▶ Brief: Reproduce the listing below without any change.

▶ Record set:
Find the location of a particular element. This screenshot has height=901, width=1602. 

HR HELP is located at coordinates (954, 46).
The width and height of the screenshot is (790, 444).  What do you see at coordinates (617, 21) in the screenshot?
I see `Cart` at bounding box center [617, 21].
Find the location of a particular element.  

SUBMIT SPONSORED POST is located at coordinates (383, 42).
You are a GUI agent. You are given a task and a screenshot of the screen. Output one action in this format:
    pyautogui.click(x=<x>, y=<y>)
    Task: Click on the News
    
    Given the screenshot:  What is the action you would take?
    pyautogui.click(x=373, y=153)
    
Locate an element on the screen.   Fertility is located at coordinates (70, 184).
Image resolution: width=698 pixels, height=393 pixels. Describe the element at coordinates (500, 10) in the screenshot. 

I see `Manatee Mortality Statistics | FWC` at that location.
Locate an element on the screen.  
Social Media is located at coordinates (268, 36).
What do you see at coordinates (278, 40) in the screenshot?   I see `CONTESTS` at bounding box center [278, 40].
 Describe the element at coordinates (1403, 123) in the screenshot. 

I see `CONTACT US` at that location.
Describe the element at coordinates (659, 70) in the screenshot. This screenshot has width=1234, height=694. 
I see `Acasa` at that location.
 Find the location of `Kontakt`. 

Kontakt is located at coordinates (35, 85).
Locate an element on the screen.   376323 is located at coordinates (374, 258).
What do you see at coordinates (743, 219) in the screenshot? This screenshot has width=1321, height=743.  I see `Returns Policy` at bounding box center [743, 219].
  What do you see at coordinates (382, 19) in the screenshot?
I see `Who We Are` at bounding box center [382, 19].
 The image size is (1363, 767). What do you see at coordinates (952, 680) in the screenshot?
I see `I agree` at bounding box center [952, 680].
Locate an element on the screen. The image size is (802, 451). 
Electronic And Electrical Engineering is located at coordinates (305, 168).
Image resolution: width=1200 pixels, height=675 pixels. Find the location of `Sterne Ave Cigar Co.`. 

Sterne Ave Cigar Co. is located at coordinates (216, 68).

▶ Answer space:
Find the location of a particular element. This screenshot has height=901, width=1602. 

HR HELP is located at coordinates (954, 46).
The width and height of the screenshot is (790, 444).  What do you see at coordinates (617, 21) in the screenshot?
I see `Cart` at bounding box center [617, 21].
Find the location of a particular element.  

SUBMIT SPONSORED POST is located at coordinates (383, 42).
You are a GUI agent. You are given a task and a screenshot of the screen. Output one action in this format:
    pyautogui.click(x=<x>, y=<y>)
    Task: Click on the News
    
    Given the screenshot:  What is the action you would take?
    pyautogui.click(x=373, y=153)
    
Locate an element on the screen.   Fertility is located at coordinates (70, 184).
Image resolution: width=698 pixels, height=393 pixels. Describe the element at coordinates (500, 10) in the screenshot. 

I see `Manatee Mortality Statistics | FWC` at that location.
Locate an element on the screen.  
Social Media is located at coordinates (268, 36).
What do you see at coordinates (278, 40) in the screenshot?   I see `CONTESTS` at bounding box center [278, 40].
 Describe the element at coordinates (1403, 123) in the screenshot. 

I see `CONTACT US` at that location.
Describe the element at coordinates (659, 70) in the screenshot. This screenshot has width=1234, height=694. 
I see `Acasa` at that location.
 Find the location of `Kontakt`. 

Kontakt is located at coordinates (35, 85).
Locate an element on the screen.   376323 is located at coordinates (374, 258).
What do you see at coordinates (743, 219) in the screenshot? This screenshot has width=1321, height=743.  I see `Returns Policy` at bounding box center [743, 219].
  What do you see at coordinates (382, 19) in the screenshot?
I see `Who We Are` at bounding box center [382, 19].
 The image size is (1363, 767). What do you see at coordinates (952, 680) in the screenshot?
I see `I agree` at bounding box center [952, 680].
Locate an element on the screen. The image size is (802, 451). 
Electronic And Electrical Engineering is located at coordinates (305, 168).
Image resolution: width=1200 pixels, height=675 pixels. Find the location of `Sterne Ave Cigar Co.`. 

Sterne Ave Cigar Co. is located at coordinates (216, 68).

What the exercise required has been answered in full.